Even the way he smelt. It hit her as she brushed past, that potent mixture of soap and salt and wine. Red wine. That was what he'd binged on that night six years ago. She hadn't even thought of it over dinner, but now it came flooding back. Smell was the most evocative of the senses, and right now it seemed to have the power to carry every other sense along with it.

Hearing. The sound of his shuddering groans and incoherent words. Touch. The feel of her hands kneading his shoulders and pressing flat against his chest. Taste...

My God, had she
tasted
him that night? Yes. She had. She'd pressed her lips against his neck, almost biting him. She'd licked the wine from the corners of his mouth. She'd run the tip of her tongue down his neck until she'd reached the springy curls of hair on his chest and had tasted them, too. She'd pressed her mouth hungrily against his shoulder, his jaw, his forehead, mapping each different sensation in her sense memory as if she needed to have it with her for ever.

She was passing him now, but could feel his hand behind her, hovering at the small of her back, not quite touching her there but getting so close that if she'd hesitated for a second in her stride his palm would have rested there as a warm support.

She wanted it, and it would have been so easy. Perhaps the only thing that gave her the strength to resist was that two-edged sword, her memory. She remembered how quickly and easily the flame of passion had been ignited between them six years ago. If their bodies still sang in harmony the way they once had, then a single hand against her back might well be more than enough.

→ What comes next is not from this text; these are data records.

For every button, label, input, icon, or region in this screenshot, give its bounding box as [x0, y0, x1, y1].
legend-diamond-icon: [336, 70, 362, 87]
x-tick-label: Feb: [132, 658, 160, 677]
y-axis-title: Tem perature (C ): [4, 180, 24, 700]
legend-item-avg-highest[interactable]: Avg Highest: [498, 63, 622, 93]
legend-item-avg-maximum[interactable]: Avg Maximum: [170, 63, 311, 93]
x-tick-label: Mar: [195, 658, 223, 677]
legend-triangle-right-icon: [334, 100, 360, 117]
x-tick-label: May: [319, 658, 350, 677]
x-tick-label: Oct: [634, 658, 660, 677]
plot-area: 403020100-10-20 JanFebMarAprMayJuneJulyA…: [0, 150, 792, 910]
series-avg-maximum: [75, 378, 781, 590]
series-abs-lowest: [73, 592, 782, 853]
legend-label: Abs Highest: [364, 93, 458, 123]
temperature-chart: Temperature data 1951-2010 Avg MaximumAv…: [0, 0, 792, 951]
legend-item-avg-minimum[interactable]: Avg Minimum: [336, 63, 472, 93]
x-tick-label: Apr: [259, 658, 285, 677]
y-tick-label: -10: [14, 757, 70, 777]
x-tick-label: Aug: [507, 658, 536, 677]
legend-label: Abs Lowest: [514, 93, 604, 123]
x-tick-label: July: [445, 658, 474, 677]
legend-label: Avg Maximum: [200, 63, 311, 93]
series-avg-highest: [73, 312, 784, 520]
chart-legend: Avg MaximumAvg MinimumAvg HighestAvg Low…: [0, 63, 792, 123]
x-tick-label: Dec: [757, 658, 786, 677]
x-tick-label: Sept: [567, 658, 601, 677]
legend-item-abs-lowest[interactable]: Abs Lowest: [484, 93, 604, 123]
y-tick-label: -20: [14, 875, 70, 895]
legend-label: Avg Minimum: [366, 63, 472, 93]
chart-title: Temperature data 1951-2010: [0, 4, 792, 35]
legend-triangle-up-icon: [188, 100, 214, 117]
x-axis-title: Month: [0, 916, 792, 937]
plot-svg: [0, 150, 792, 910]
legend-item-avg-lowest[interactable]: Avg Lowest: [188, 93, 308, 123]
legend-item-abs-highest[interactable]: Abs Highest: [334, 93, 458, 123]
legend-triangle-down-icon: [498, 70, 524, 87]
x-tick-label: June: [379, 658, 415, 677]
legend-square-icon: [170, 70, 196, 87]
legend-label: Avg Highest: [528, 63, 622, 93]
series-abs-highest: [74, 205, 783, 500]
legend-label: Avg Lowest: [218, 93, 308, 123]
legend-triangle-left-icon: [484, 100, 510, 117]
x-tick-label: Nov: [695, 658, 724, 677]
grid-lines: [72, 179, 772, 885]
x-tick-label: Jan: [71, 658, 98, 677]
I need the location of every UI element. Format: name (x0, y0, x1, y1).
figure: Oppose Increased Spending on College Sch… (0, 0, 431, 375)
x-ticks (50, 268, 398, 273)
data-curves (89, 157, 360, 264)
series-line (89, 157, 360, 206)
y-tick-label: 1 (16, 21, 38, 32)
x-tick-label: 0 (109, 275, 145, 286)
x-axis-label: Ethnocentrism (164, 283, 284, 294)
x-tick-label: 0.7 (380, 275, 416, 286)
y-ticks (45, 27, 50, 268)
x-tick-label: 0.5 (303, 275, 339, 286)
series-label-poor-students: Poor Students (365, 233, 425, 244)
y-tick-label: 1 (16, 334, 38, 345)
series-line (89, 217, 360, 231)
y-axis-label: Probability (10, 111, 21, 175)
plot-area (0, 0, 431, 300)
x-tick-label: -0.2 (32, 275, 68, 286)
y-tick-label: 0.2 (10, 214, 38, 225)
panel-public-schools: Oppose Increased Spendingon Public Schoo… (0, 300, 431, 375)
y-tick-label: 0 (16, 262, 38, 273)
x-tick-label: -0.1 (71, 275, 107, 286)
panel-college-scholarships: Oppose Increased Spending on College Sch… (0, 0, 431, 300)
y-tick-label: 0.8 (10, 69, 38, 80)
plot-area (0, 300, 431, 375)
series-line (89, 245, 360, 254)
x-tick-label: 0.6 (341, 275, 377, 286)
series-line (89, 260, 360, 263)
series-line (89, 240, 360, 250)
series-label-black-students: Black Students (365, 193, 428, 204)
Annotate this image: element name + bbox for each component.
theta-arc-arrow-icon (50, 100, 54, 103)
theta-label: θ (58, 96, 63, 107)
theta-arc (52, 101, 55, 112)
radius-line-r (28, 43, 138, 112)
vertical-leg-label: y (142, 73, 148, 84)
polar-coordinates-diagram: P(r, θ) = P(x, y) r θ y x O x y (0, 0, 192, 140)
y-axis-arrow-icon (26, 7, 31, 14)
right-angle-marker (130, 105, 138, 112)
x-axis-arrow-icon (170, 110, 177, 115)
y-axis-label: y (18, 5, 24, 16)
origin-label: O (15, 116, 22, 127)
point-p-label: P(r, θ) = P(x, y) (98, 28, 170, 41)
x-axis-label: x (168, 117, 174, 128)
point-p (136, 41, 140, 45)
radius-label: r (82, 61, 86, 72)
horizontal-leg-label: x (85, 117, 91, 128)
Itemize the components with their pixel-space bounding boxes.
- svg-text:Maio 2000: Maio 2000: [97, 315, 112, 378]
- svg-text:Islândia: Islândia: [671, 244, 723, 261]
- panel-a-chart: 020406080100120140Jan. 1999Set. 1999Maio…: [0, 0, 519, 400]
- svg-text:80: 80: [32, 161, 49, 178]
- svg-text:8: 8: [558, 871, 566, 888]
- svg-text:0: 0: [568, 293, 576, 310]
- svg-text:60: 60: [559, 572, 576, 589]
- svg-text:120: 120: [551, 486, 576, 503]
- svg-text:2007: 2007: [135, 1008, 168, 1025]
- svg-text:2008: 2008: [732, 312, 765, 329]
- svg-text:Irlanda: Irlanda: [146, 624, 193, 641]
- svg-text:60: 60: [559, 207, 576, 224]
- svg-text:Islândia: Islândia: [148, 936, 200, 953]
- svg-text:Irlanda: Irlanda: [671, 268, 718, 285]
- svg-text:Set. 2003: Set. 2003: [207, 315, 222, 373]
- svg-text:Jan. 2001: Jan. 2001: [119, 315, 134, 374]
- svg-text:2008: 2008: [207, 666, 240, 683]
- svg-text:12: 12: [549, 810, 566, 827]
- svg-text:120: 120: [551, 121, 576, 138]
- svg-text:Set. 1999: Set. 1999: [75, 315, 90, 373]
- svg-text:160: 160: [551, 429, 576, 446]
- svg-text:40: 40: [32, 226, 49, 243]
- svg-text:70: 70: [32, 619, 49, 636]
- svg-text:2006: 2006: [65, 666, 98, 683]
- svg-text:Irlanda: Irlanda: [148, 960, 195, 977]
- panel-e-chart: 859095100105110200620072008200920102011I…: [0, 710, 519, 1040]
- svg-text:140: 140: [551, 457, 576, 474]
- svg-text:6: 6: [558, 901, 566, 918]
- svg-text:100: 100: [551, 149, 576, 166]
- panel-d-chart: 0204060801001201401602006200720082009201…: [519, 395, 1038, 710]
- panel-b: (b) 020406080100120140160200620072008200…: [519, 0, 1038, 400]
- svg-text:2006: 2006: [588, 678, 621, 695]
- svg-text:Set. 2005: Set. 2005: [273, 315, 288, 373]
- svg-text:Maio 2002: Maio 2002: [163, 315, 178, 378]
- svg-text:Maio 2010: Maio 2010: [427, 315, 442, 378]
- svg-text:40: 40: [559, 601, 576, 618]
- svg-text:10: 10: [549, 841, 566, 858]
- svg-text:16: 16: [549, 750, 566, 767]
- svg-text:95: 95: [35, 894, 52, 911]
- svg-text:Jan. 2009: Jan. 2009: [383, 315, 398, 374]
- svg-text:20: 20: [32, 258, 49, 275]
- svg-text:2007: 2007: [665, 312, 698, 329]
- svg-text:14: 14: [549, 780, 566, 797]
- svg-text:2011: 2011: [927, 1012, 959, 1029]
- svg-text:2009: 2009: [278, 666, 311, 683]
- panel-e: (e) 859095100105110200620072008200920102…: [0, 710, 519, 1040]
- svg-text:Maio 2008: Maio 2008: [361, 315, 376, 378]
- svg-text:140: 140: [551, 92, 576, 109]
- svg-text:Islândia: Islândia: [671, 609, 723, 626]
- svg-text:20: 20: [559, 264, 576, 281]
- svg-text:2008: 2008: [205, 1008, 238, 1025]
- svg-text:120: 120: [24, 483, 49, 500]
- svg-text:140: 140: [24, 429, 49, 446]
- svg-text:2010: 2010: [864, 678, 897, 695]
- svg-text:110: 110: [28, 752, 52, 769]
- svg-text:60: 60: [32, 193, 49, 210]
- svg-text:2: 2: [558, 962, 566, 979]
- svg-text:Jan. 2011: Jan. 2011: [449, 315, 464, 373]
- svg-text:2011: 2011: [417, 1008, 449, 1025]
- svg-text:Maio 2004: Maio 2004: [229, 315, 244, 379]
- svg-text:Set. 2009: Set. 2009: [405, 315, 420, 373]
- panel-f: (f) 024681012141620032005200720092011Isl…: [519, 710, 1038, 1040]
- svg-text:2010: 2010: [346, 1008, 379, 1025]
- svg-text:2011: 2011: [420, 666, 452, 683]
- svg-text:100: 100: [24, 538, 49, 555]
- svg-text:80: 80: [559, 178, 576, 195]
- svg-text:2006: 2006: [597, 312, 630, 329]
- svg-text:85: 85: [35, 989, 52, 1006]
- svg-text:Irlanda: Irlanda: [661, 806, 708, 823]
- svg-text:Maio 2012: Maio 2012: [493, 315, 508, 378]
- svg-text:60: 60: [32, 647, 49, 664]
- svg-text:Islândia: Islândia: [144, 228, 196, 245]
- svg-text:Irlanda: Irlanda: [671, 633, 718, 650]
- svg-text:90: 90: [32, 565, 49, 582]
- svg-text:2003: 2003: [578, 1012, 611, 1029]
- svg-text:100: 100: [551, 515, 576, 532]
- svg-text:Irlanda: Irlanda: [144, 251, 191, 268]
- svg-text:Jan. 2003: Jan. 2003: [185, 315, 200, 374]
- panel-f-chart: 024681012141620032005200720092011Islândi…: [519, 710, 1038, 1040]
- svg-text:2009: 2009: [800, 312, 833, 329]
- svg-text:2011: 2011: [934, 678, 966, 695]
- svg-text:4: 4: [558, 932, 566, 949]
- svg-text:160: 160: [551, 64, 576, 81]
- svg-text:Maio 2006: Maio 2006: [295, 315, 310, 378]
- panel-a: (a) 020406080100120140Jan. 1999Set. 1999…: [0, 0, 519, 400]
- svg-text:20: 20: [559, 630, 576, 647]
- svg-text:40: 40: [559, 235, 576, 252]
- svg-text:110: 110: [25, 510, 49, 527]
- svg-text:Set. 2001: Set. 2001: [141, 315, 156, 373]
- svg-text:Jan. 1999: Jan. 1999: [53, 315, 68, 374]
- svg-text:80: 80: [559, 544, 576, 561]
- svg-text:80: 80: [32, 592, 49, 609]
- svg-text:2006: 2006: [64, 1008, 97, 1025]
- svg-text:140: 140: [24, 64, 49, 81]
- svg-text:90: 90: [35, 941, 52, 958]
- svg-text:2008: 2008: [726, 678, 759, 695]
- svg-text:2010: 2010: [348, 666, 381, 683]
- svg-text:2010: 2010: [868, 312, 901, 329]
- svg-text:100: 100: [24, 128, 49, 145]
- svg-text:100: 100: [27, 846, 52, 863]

'Time to go, Charlotte,' she told her daughter brightly.

'Oh, Mummy, no, not yet!'

'Past your bedtime already, love, and both of you have school tomorrow.'

'Well, then, Ellie's going to have to come and have dinner at my place,
soon!'
Charlotte threatened, in the sort of truculent tone which Lucy wouldn't normally have let her get away with.

Tonight, all she cared about was getting her daughter home, so she simply threw an apologetic glance at Malcolm, managed a few more polite comments about the evening and a goodnight to Ellie, and bustled her daughter down under the house through the ferny greenery to the car.